It hasn't been that way for a long while.

The last truly contested convention was 1976, when Republicans gathered in Kansas City. Former California Gov. Ronald Reagan fought President Gerald Ford all the way through the primaries. Ford had just enough delegates to win entering the convention. Reagan worked hard to woo some away; Ford worked equally hard to keep them. Ultimately, Ford won by a slender margin on the first ballot of delegates.

The last time a convention went beyond the first ballot for the top spot on a ticket was in 1952, when it took three ballots for Illinois Gov. Adlai Stevenson to win the Democratic nomination. Republicans went three ballots in 1948 to give New York Gov. Tom Dewey the nomination over Ohio Sen. Robert Taft.

Such excitement was once the norm, in an era when primaries mattered little because powerful local bosses controlled vast numbers of delegates who generally were party hacks. Back then, conventions were vehicles to wield power and settle scores.

Even Franklin Roosevelt had to wheel and deal his way to the Democratic nomination on four ballots in Chicago in 1932. (Until 1936, Democrats required nominees to have the support of two-thirds of the delegates; now, both parties require simple majorities.)

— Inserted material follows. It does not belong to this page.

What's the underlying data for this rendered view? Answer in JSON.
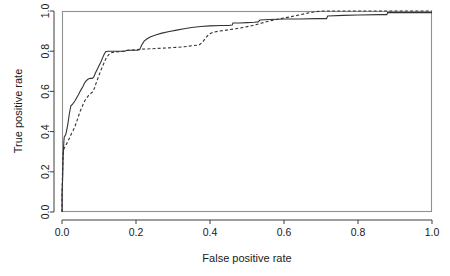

In 1924, Democrats went through 103 ballots over nine days in New York to settle on John W. Davis, a Wall Street lawyer, one-term congressman and former ambassador to Great Britain. That ended the brutal duel between the two leading candidates, New York Gov. Al Smith and Californian William McAdoo, a former secretary of the Treasury, which was heightened by the fact that many delegates were Ku Klux Klan members virulently opposed to Smith, a Roman Catholic.